Question

My Facebook app is a flash game. I want the game swf to save its latest state to the server when the window unloads. Since I embed the swf with swfobject, I use its embed handler to add a onbeforeunload listener to window:

function embedHandler(event)        
{
shell=event.ref;
window.onbeforeunload=function(event)
{
    shell.message("save", null);
        //delay the unloading a bit so flash has time to contact server
    var now = new Date().getTime();
     var later=now+50;
     while (now < later)
     {
        now = new Date().getTime();
      }
     }
 }

Here's the problem. This works every time when the swf is loaded directly from the app (a rails app). It never works when the swf is loaded from Amazon.

All the cross-domain issues are worked out between the swf and the app--the rails app accepts calls from Amazon swf, and the Amazon swf loads data from the rails app.
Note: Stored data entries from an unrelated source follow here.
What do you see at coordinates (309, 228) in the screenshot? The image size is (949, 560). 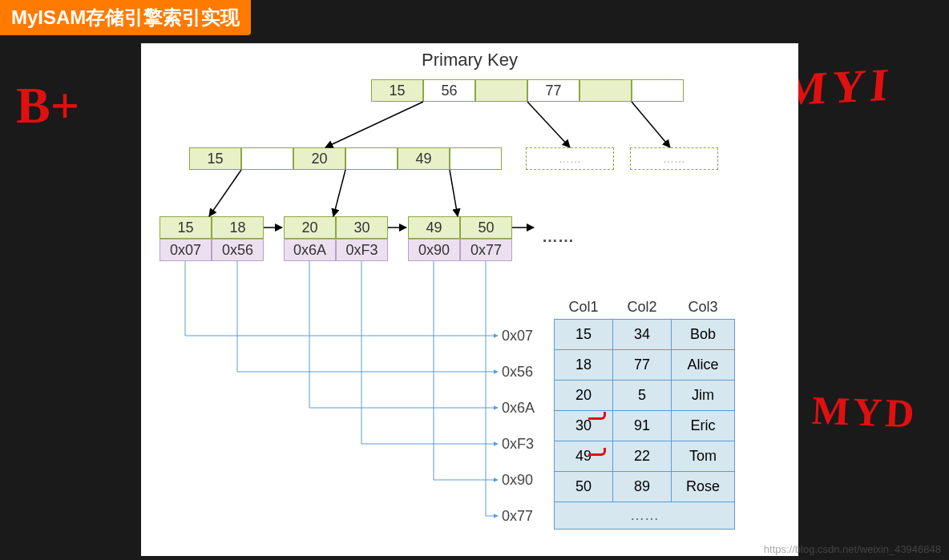 I see `leaf-key-2: 20` at bounding box center [309, 228].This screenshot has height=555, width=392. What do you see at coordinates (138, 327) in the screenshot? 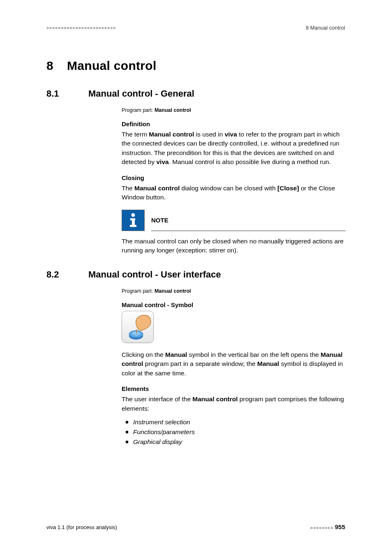
I see `manual-symbol-icon` at bounding box center [138, 327].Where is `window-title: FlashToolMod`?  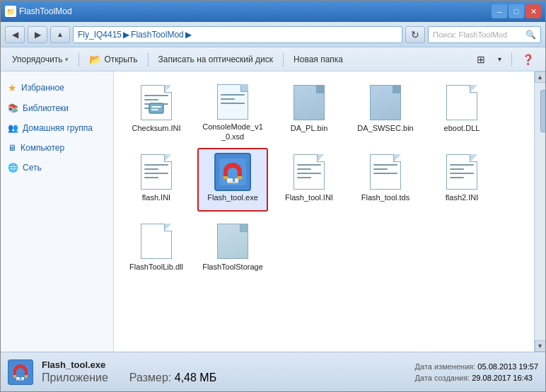
window-title: FlashToolMod is located at coordinates (45, 11).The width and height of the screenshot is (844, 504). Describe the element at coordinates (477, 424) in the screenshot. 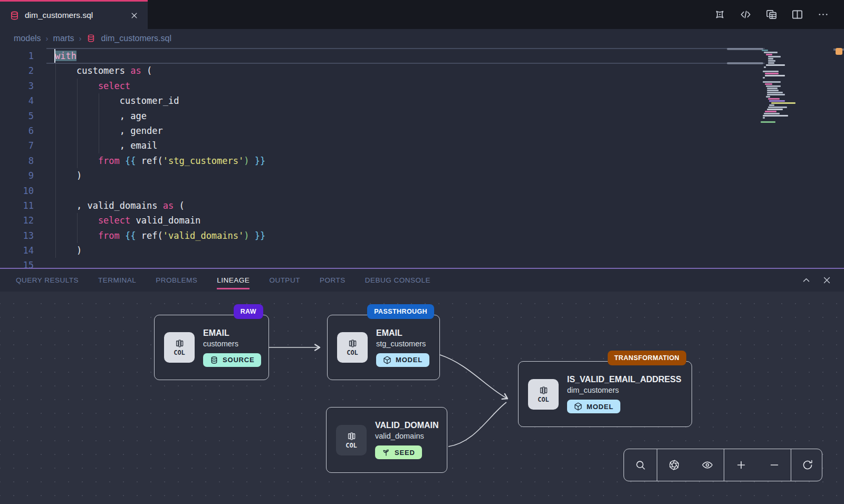

I see `edge-valid_domains-to-dim_customers` at that location.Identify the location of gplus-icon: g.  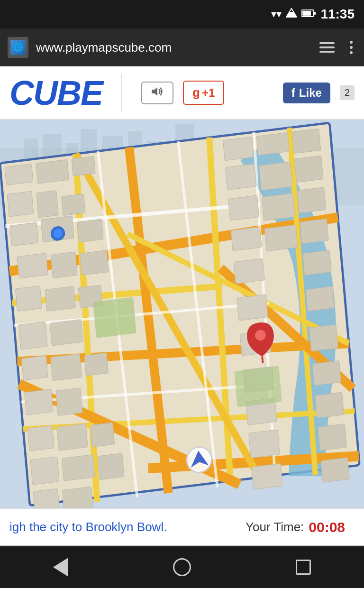
(196, 93).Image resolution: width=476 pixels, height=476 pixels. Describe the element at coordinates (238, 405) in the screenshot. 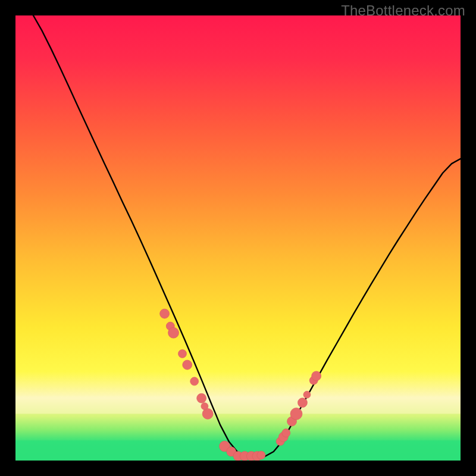

I see `highlight-band` at that location.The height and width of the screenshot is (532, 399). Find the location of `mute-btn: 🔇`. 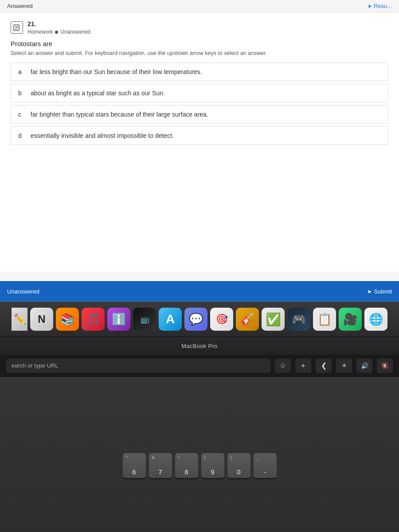

mute-btn: 🔇 is located at coordinates (385, 366).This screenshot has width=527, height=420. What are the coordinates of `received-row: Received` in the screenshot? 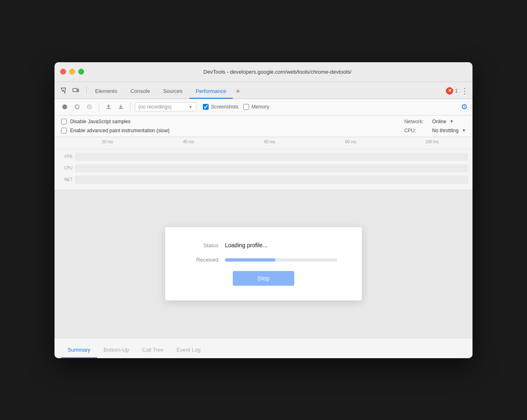 It's located at (264, 260).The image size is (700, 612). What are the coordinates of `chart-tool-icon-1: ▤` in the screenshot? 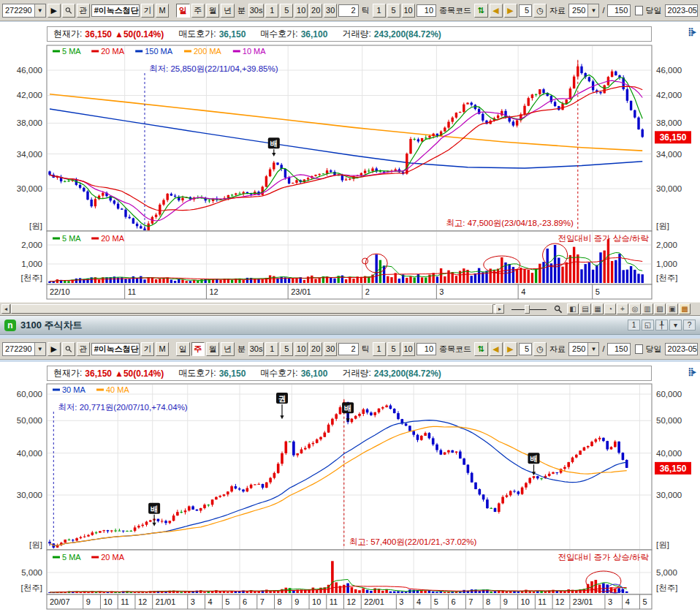 It's located at (585, 309).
ExternalInterface also works for both outgoing and ingoing calls. But I suspect this is nonetheless a browser security issue, since the inward-going ExternalInterface call only fails when:

  1. it is called from inside the window.onbeforeunload handler
  2. the swf originates from Amazon.

What is the problem? How does one unobtrusively save game state when the game is from a CDN and the save is triggered by onbeforeunload in Javascript? Or is there a better way to accomplish this same thing?

Testing in Firefox.

Était-ce utile?

La solution

ExternalInterface also works for both outgoing and ingoing calls. But I suspect this is nonetheless a browser security issue, since the inward-going ExternalInterface call only fails when:

  1. it is called from inside the window.onbeforeunload handler
  2. the swf originates from Amazon.

From the sounds of it you worked out all the security issues.
It is more likely a lack of understanding on your part on what is going on behind the scene when onbeforeunload is triggered.
This is a function that will not wait for your "game.swf" to finish the call back via ExternalInterface.This is why you added a stalling mechanism to delay that process. However, I will assume here that this works from the rails app because that is a local server and you are not subject to the lag monster.
Now you might be thinking well I put in a delay it should work. Well that delay is on 50 milliseconds. Try increasing to to 5000(5 seconds) and you should see it start to work on the cdn.
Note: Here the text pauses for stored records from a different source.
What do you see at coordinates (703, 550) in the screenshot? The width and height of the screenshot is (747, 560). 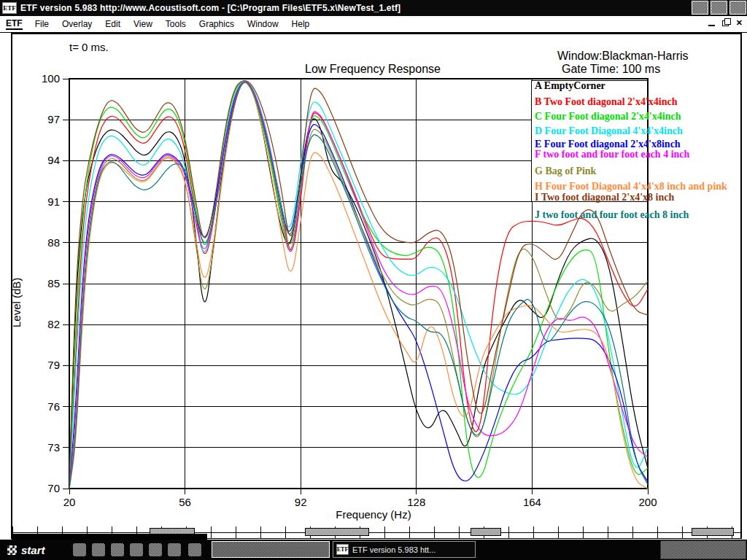 I see `system-tray` at bounding box center [703, 550].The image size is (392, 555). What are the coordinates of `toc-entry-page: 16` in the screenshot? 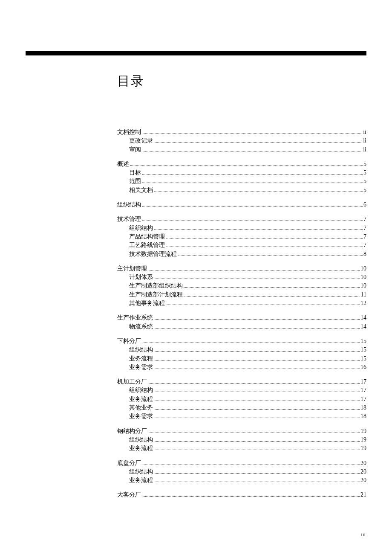 It's located at (363, 367).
The saving of data should be controlled via the flash app and not triggered by an outside source.
In the game itself you should have milestones that should trigger a save event.


In closing I do want to add that is by far the worst method you could use to save information up to a server. onbeforeunload is unreliable and is subject to cross browser issues let alone putting a lag loop in the JavaScript is just a bad idea and in the end just annoy your users to the point that they won't return.